Chapter 13 Bankruptcy Question: Is This Right?

A coworker and I were talking at work today and he was telling me that he called a bankruptcy attorney, he explained his situation to the attorney, and the attorney said, “In cases like yours, I recommend filing for a Chapter 13.” When my coworker explained that if he lost his house and cars, he wouldn’t have the money to replace them, the attorney said, “Oh, don’t worry about that, since you’re current, you’ll get to keep all those things.” He then asked the attorney about what kind of repayment plan he’d half to agree to the attorney replied, “There isn’t one.” Being dubious, he thanked the attorney, and said he be in touch.

He then called four other bankruptcy lawyers and got the same answer. His question, and mine is how can this be? He still owes on his house and both his cars, but from what the lawyers told him, he’d get to keep them, and not have to pay anything on them. That doesn’t make any sense.

I’m not a lawyer, but I think that they can’t take your transportation or your house. You do, however have to continue paying for them.

There is more than one type of bankruptcy. Chapter 13, which apparently discharges all debts. Chapter 7 is where the person filing bankruptcy makes payment arrangements with the court.

From a person standpoint, I have declared bankruptcy (over 20 years ago) and I also went through a credit counceling service. If your co-worker isn’t too terribly far into debt, I would recommend the consumer credit counceling service. It doesn’t mess your credit rating up near as bad.

The facts indicate a chapter 7, and not a chapter 13. See
http://www.nolo.com/lawcenter/ency/index.cfm/catID/734BECB6-ADDE-4041-AEC595AF30EA15CE

Nnnnnnh. I’m not a bankruptcy lawyer, but I am a lawyer, which is enough to keep me from talking out my ass on this. But AFAIK that’s not how it works, at least not under a 13, and usually not under a 7.

I underwent Chapter 13 years ago. Unsecured debts (like credit cards) go away (although I had none of those). Secured debts (like student loans) get a payment restructure. I was able to get a very nice rate mortgage recently, so it’s not fatal.

Your terminology is wrong. Debts that can “go away” through bankruptcy are “dischargable” debts. Debts that can’t “go away” (like student loans) are “non-dischargable” debts. Secured debts are those which are on property (mortgages, liens, car loans) and unsecured debts are the others (credit cards, phone bills).

Oh, you can lose your house and car in a bankruptcy. A debtor can exempt certain amounts of various types of property (home, car, personal) when the bankruptcy is filed. There are federal dollar limits and each state also has its own dollar limits (which is why OJ moved to Florida and bought a big house…Florida has an unlimited exemption for homestead). The debtor may choose either the federal or the state limit but may not mix and match.

IANAL etc.

I suspect that the OP got 7 & 13 mixed up. If you’re current on your secured debts, why go 13? If you’re behind on secured debts like your mortgage or car loan, I would think you would lose both in 7. But WTF do I know? Not a lawyer but been there done that…

IANAL either, but I think you’re right, 7 & 13 are mixed up.

Anyway, you will lose your house/car in a Ch. 7 if there’s sufficient equity beyond Otto’s exemptions. It’s possible, but uncommon.

Regardless of chapter, though, you won’t lose secured property simply because you’re behind when you file. (Warning: overgeneralization ahead!) You will lose it if you don’t get the payments caught up, either by the time the bankruptcy ends or before the creditor gives up on you and takes it to the judge.

I didn’t get it mixed up. That’s what my coworker said, and even he seemed puzzled by it, which is why I’m asking, since neither one of us could figure it out.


> EXERCISE
Transcribe all records exactly.

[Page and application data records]
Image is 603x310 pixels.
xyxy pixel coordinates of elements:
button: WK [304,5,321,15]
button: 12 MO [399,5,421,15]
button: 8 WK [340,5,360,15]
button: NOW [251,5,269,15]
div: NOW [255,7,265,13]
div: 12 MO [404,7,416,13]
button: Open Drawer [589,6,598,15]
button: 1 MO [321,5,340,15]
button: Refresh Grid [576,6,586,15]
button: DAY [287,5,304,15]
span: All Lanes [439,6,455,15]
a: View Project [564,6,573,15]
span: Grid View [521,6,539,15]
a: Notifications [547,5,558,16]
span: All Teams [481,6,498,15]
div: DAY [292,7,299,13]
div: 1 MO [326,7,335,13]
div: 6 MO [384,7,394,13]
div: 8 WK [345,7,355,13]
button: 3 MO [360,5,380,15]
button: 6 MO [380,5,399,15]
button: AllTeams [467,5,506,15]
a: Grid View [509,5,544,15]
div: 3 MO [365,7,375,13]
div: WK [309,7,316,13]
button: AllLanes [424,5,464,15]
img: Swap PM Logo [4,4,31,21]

> RESULT FOR THIS EXERCISE
Image is 603x310 pixels.
xyxy pixel coordinates of elements:
button: WK [304,5,321,15]
button: 12 MO [399,5,421,15]
button: 8 WK [340,5,360,15]
button: NOW [251,5,269,15]
div: NOW [255,7,265,13]
div: 12 MO [404,7,416,13]
button: Open Drawer [589,6,598,15]
button: 1 MO [321,5,340,15]
button: Refresh Grid [576,6,586,15]
button: DAY [287,5,304,15]
span: All Lanes [439,6,455,15]
a: View Project [564,6,573,15]
span: Grid View [521,6,539,15]
a: Notifications [547,5,558,16]
span: All Teams [481,6,498,15]
div: DAY [292,7,299,13]
div: 1 MO [326,7,335,13]
div: 6 MO [384,7,394,13]
div: 8 WK [345,7,355,13]
button: 3 MO [360,5,380,15]
button: 6 MO [380,5,399,15]
button: AllTeams [467,5,506,15]
a: Grid View [509,5,544,15]
div: 3 MO [365,7,375,13]
div: WK [309,7,316,13]
button: AllLanes [424,5,464,15]
img: Swap PM Logo [4,4,31,21]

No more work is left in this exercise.